When sales are sluggish you push harder.

And then things happen. 

Some of these things are the desirable outcomes you seek, like new leads and closed deals. And some are the unintended consequences you didn’t foresee.

Here are four specific activities that you might be employing today, each of which puts downward pressure on the perceived value of your offering. 

1. Selling Thinking in Units of Doing

“The fastest way to commodify your thinking is to sell it in units of doing.”

The Win Without Pitching Manifesto

This first, common approach to commodifying a firm’s offering is untethered from sales pressure and is just endemic to those who sell time. 

Setting aside for now the issue of whether or not you should be selling time, if you do succumb to client pressure to price by the hour make sure that you price only the services that are time dependent and you draw the line at selling thinking in units of time. 

Design application, development and production are examples of “doing” tasks that are more strictly time dependent. Strategy (arising from analysis and insight) and creative concept development are examples of the higher value “thinking” activities that are far less time dependent. 

If your firm is large enough, you can have billable people with hourly rates (people working with their hands) and billable people without hourly rates (strategists and creative directors). That way you can easily push back on requests to break down your pricing by saying that the more strategic or thinking-based services you don’t deliver by the hour—those people don’t have hourly rates.

If you’re smaller, you would just say, “We don’t charge for thinking in units of doing.” Then don’t get dragged into justifying price. Simply say, “This is what we charge clients like you for work like this.”

2. Cutting Price Early and Without Reciprocation

I’m not a fan of cutting price to win a new client as it sets a bad precedent, but when you do discount, there’s a wrong way and a right way. 

The wrong way is to cut price early and/or without a conditional agreement. At the first sign of a stall, the price cut is offered, unprovoked, even when price is not the obstacle. I find myself on the buying side of this behavior a lot lately, even from people who should know better than to negotiate with themselves. 

The right way is to trial close first. A trial close is the conditional agreement I referred to above. It’s a simple if-then question. 

“If we were able to do this at that price, would we have a deal or is there something else standing in the way?”

“I would do the deal.”

“There’s nobody else that needs to approve this first?”

“Nobody.”

“There’s nothing else you need to consider—it’s really down to meeting that price?”

“Nothing else. If you can deliver that price then I’m in.”

Now you can cut price—if you must. The rule is that you make sure every other obstacle is removed first and you make your price cut conditional on the removal of those obstacles. 

“Alright. If we can agree now then I will commit to that price.”

Now onto the less obvious commodifying behaviors.

3. Using Tech to Scale Your Delivery

This commodifying behavior, while a little less common, is a byproduct of pursuing scale. 

I’ve had many clients over the years who decided to employ technology to lower prices and go down market with the belief that they could easily generate a volume of lower priced work to get them through tough times, only to have it backfire.

During the 2008/2009 recession it was website templates. During Covid it was online courses. Now it’s AI-enabled services. 

Each of these could be a legitimate business but the mistake is to think there are quick wins to be had here by a business that is not staffed for scale, does not have a culture of scale and is not willing to fund and do the hard, expensive work required to build a more scaled business model. 

What happens instead is the higher priced customized brand gets tarnished by the $5k website template, the $97 course, the $49/month AI tool. 

This is poorly understood but the mechanism by which you scale your offering is also the mechanism by which you will commodify it

Undertake these activities with considerable deliberation—they are new business models, not quick wins easily tacked onto different models.

4. Using an Efficiency Advantage as a Reason to Hire You

We’re going to see a lot of this one. 

You’re likely using AI tools to get work done quicker today. Some of these tools have generated cost savings. You might even have had a breakthrough on this front, doing work in considerably less time, with considerably less expensive talent, or both. 

This is fantastic if it’s true. Bank that margin.

The mistake that will commodify your offering is trying to leverage this advantage in a sale, because as soon as you claim a production advantage you have to lower your prices. Your clients will not let those savings accrue to you, they will claim them. All of them. 

A message of “Hire us because we use AI to be more productive” has to be reflected in a lower price for the client. What other reason would they have to care about your production advantage?

A message of “Hire us because we use AI to build a better product” can sustain a price premium. Given that we’re in an arm’s race, however, your price premium isn’t likely to last. Your margin is someone else’s opportunity. 

The best position to be in is using these tools to gain a production advantage without your client knowing. So if you are using AI to lower your costs and you want to keep that extra margin, keep quiet about your advantage and bank the margin until it gets competed away.

In summary, if you want to stay differentiated and maintain pricing power:

  1. Don’t sell thinking in units of doing.
  2. Don’t cut price without a trial close.
  3. Don’t leverage technology to offer a cheaper, scaled solution unless you are willing to fund and launch an entirely new business.
  4. Don’t use production advantages (like AI) as reasons to hire you unless you’re willing to pass those savings on to the client.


> [Your assignment]: Nothing in the listing should be altered when it is copied, and no picture goes into the copy.

> [Data excerpts]:
··········

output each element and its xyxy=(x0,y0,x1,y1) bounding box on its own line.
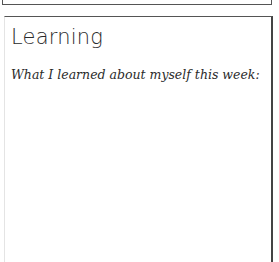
reflection-prompt: What I learned about myself this week: xyxy=(11,67,260,83)
response-writing-area[interactable] xyxy=(9,89,267,258)
learning-card: Learning What I learned about myself thi… xyxy=(4,16,273,262)
section-title: Learning xyxy=(11,25,103,49)
previous-section-box xyxy=(2,0,272,5)
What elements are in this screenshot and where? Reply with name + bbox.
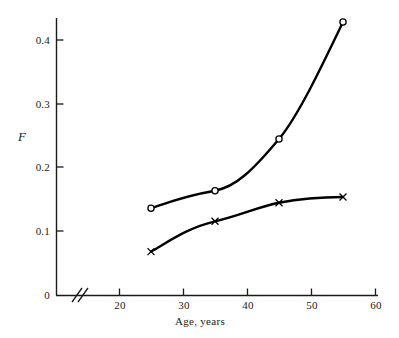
x-tick-label-60: 60 bbox=[370, 299, 381, 311]
y-axis-title: F bbox=[18, 129, 26, 145]
x-tick-label-40: 40 bbox=[242, 299, 253, 311]
x-axis-ticks bbox=[120, 289, 376, 296]
plot-area bbox=[0, 0, 399, 338]
upper-curve-line bbox=[151, 22, 343, 208]
y-axis-ticks bbox=[57, 40, 64, 231]
data-point-marker bbox=[148, 248, 155, 255]
x-tick-label-50: 50 bbox=[306, 299, 317, 311]
x-axis-title: Age, years bbox=[175, 315, 225, 327]
lower-curve-markers bbox=[148, 194, 347, 256]
upper-curve-markers bbox=[148, 19, 346, 212]
data-point-marker bbox=[340, 19, 346, 25]
chart-figure: 0.4 0.3 0.2 0.1 0 20 30 40 50 60 F Age, … bbox=[0, 0, 399, 338]
y-tick-label-0.2: 0.2 bbox=[16, 161, 50, 173]
lower-curve-line bbox=[151, 197, 343, 252]
x-tick-label-20: 20 bbox=[114, 299, 125, 311]
data-point-marker bbox=[212, 188, 218, 194]
y-tick-label-0.3: 0.3 bbox=[16, 98, 50, 110]
y-tick-label-0: 0 bbox=[16, 289, 50, 301]
data-point-marker bbox=[276, 136, 282, 142]
data-point-marker bbox=[148, 205, 154, 211]
x-tick-label-30: 30 bbox=[178, 299, 189, 311]
y-tick-label-0.4: 0.4 bbox=[16, 34, 50, 46]
y-tick-label-0.1: 0.1 bbox=[16, 225, 50, 237]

··········

> [Solution below]:
output each element and its xyxy=(x0,y0,x1,y1) bounding box on its own line.
reflection-prompt: What I learned about myself this week: xyxy=(11,67,260,83)
response-writing-area[interactable] xyxy=(9,89,267,258)
learning-card: Learning What I learned about myself thi… xyxy=(4,16,273,262)
section-title: Learning xyxy=(11,25,103,49)
previous-section-box xyxy=(2,0,272,5)
What elements are in this screenshot and where? Reply with name + bbox.
x-tick-label-60: 60 bbox=[370, 299, 381, 311]
y-axis-title: F bbox=[18, 129, 26, 145]
x-tick-label-40: 40 bbox=[242, 299, 253, 311]
x-axis-ticks bbox=[120, 289, 376, 296]
plot-area bbox=[0, 0, 399, 338]
upper-curve-line bbox=[151, 22, 343, 208]
y-axis-ticks bbox=[57, 40, 64, 231]
data-point-marker bbox=[148, 248, 155, 255]
x-tick-label-50: 50 bbox=[306, 299, 317, 311]
x-axis-title: Age, years bbox=[175, 315, 225, 327]
lower-curve-markers bbox=[148, 194, 347, 256]
upper-curve-markers bbox=[148, 19, 346, 212]
data-point-marker bbox=[340, 19, 346, 25]
chart-figure: 0.4 0.3 0.2 0.1 0 20 30 40 50 60 F Age, … bbox=[0, 0, 399, 338]
y-tick-label-0.2: 0.2 bbox=[16, 161, 50, 173]
lower-curve-line bbox=[151, 197, 343, 252]
x-tick-label-20: 20 bbox=[114, 299, 125, 311]
data-point-marker bbox=[212, 188, 218, 194]
y-tick-label-0.3: 0.3 bbox=[16, 98, 50, 110]
y-tick-label-0: 0 bbox=[16, 289, 50, 301]
data-point-marker bbox=[276, 136, 282, 142]
data-point-marker bbox=[148, 205, 154, 211]
x-tick-label-30: 30 bbox=[178, 299, 189, 311]
y-tick-label-0.4: 0.4 bbox=[16, 34, 50, 46]
y-tick-label-0.1: 0.1 bbox=[16, 225, 50, 237]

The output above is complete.